November 23, 2010

Responding to THE Call

I had someone come into my office and share that they wanted to become a priest.

This will be the fourth time that as rector I have responded to such a conversation by pulling together a formal discernment group. They will meet over nine months and at that time together with the “asprirant (is that really a word?)” they will come to our vestry if they believe the person is called to the priesthood.

Sitting on the State of the Church Committee for the House of Deputies I see the numbers on the trends in our church and the only growth statistic we have is our number of priests. Our domestic membership numbers have dropped from 2,284,233 in 2003 to 2,006,343 in 2009, a 12% drop. Even if we kept every Episcopalian in the church today, we will lose 19,000 members a year just in the difference between Episcopal births and deaths. More priests? Really?

Really.

Just under 50% of all Episcopal clergy are 55 years old or older.

Of course 53% of our general membership is over 50 but you need the priests for the church to come, not the one we happen to be living in.

So we need new priests. And young ones. Good ones. Healthy ones.

Is this how it works now? Do we say what we want for a priest or does God call priests?

It used to be a person’s call to the priesthood was between them and God with the church as a screening committee. In our evolving understanding as evidenced in the new ministry canons, today the community calls us all, some to our baptismal ministry and then some to be priests, some deacons, and some bishops. Each order is a further separation from the freest form of call that is ours in baptism. More limitations, more restrictions, more accountability to the institution instead of an unmediated relationship with God. It can be brutal.

But we need good people to take these vows with all their institutional responsibilities.

And we need them to be what the church needs because the investment that the individual and the church make in forming someone into a priest is an extensive, expensive process.

We will see how this fourth discernment group in four years goes in our community. We need priests but do we need this priest? I hope our community offers our church what it needs for tomorrow.

The first three processes? One person is a postulant to become a deacon and the other two discerned in community that their call is to serve as lay people.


= Work to complete =
Gather all lines in the entries below that include the word "caption".

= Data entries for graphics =

********************

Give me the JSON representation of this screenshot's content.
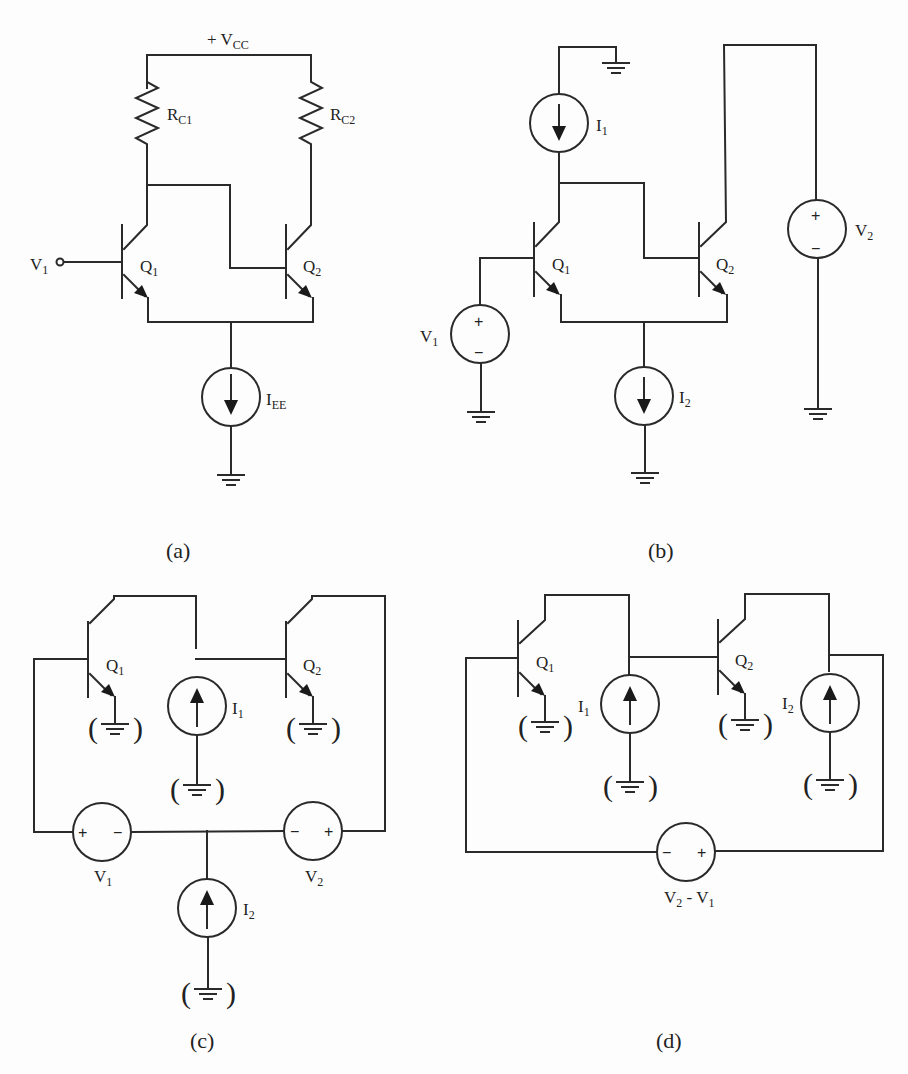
{
  "figure": {
    "panels": [
      {
        "id": "a",
        "caption": "(a)",
        "labels": {
          "supply": "+ V",
          "supply_sub": "CC",
          "rc1": "R",
          "rc1_sub": "C1",
          "rc2": "R",
          "rc2_sub": "C2",
          "input": "V",
          "input_sub": "1",
          "q1": "Q",
          "q1_sub": "1",
          "q2": "Q",
          "q2_sub": "2",
          "iee": "I",
          "iee_sub": "EE"
        }
      },
      {
        "id": "b",
        "caption": "(b)",
        "labels": {
          "i1": "I",
          "i1_sub": "1",
          "i2": "I",
          "i2_sub": "2",
          "v1": "V",
          "v1_sub": "1",
          "v2": "V",
          "v2_sub": "2",
          "q1": "Q",
          "q1_sub": "1",
          "q2": "Q",
          "q2_sub": "2",
          "plus": "+",
          "minus": "−"
        }
      },
      {
        "id": "c",
        "caption": "(c)",
        "labels": {
          "q1": "Q",
          "q1_sub": "1",
          "q2": "Q",
          "q2_sub": "2",
          "i1": "I",
          "i1_sub": "1",
          "i2": "I",
          "i2_sub": "2",
          "v1": "V",
          "v1_sub": "1",
          "v2": "V",
          "v2_sub": "2",
          "plus": "+",
          "minus": "−",
          "paren_open": "(",
          "paren_close": ")"
        }
      },
      {
        "id": "d",
        "caption": "(d)",
        "labels": {
          "q1": "Q",
          "q1_sub": "1",
          "q2": "Q",
          "q2_sub": "2",
          "i1": "I",
          "i1_sub": "1",
          "i2": "I",
          "i2_sub": "2",
          "vdiff_a": "V",
          "vdiff_a_sub": "2",
          "vdiff_mid": " - V",
          "vdiff_b_sub": "1",
          "plus": "+",
          "minus": "−",
          "paren_open": "(",
          "paren_close": ")"
        }
      }
    ]
  }
}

********************

= Output below =
        "caption": "(a)",
        "caption": "(b)",
        "caption": "(c)",
        "caption": "(d)",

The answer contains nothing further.